Wifalk was born in Lund, Sweden on 21 March 1928. In 1949, during her apprenticeship as a nurse, she fell ill with polio. The illness forced the 21-year old Wifalk to end her apprenticeship. From then on she campaigned for people with disabilities. In 1952 she founded a club for physically disabled people in her hometown Lund, in 1958 an association for patients with multiple sclerosis in the Västmanland region and in 1968 the National Association for Accident Victims in Västerås.
After her aborted education, she studied social sciences. From 1957 on, she worked as a consultant in the orthopedic clinic in Västerås. At the end of the 1960s, she also advised the city of Västerås on the interests of disabled people.[1][2]

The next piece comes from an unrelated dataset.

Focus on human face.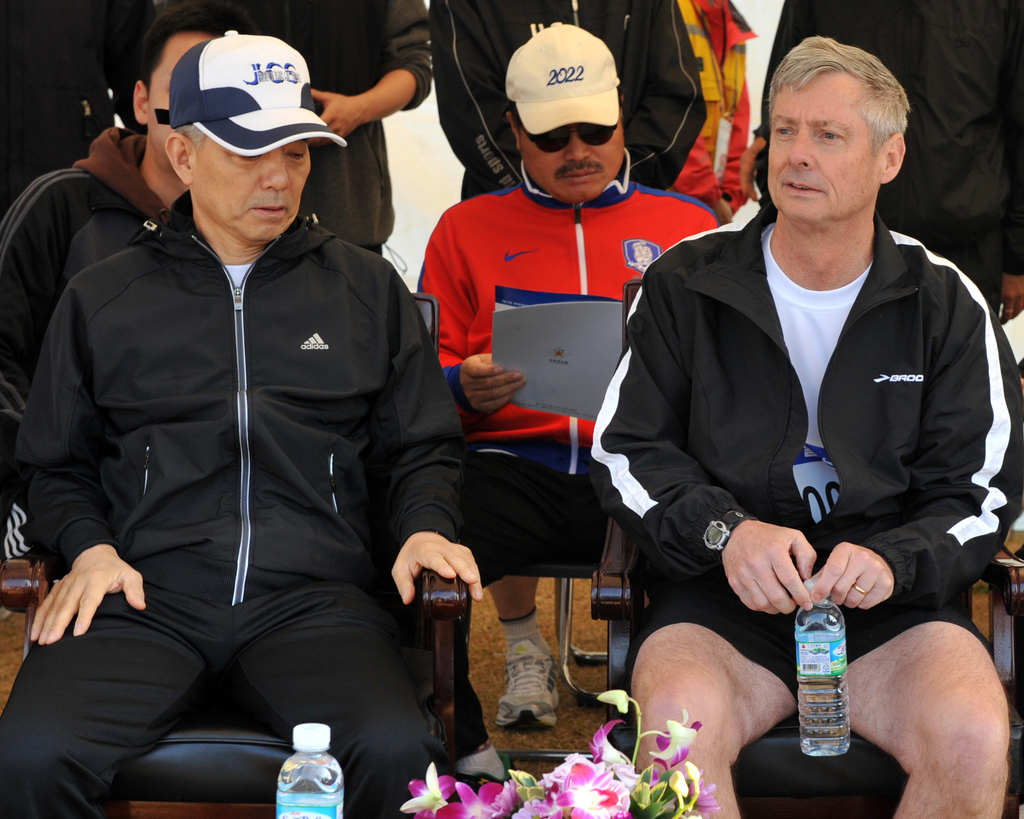
Focused at <box>193,138,310,240</box>.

Aina Wifalk died on 16 June 1983 at the age of 55 in Västerås.
Wifalk developed two aids for people with physical impairments: the manuped and the walker. She did not patent her inventions because she wanted to make them available to as many disabled people as possible. She received only royalties from the sale of her developments, which she bequeathed in the name of the Nordic Church Association on the Spanish Costa del Sol, which she had visited several times in her life.[3]
Wifalk presented her first invention to the public in 1965. The "manuped" is a training device for people with physical impairments. With a manuped, affected people can train their arms and legs as well as their coordination with each other. On the basis of the manuped, various training devices for physically disabled people were developed in the following decades, which continue to be used today in health services as well as in special sport schools.[4][5]

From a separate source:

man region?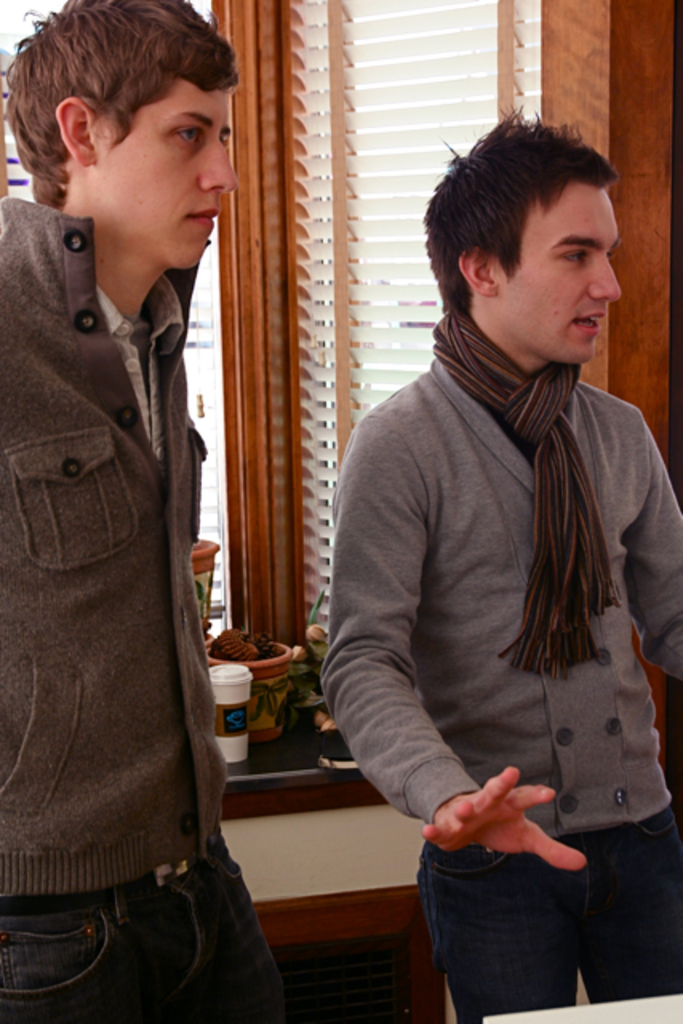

In the 1970s, Wifalk's ability to walk became progressively more restricted by her poliomyelitis. Since the four-legged walkers available at that time did not meet the requirements for a comfortable walking aid, she began working on an improved design. She made the original frame more stable, added larger wheels and brakes, and a storage or seating surface. She also optimized the device for use both inside and outside of buildings. In 1978, Wifalk presented the first draft of a walking frame. With the help of a state development fund, she found a Swedish company to produce a prototype, and shortly after, mass production of the walking frame began.
The walker became established worldwide in the following decades. In Germany alone, by the middle of 2016, it is estimated that as many as three million people use walking frames on a regular basis.[6]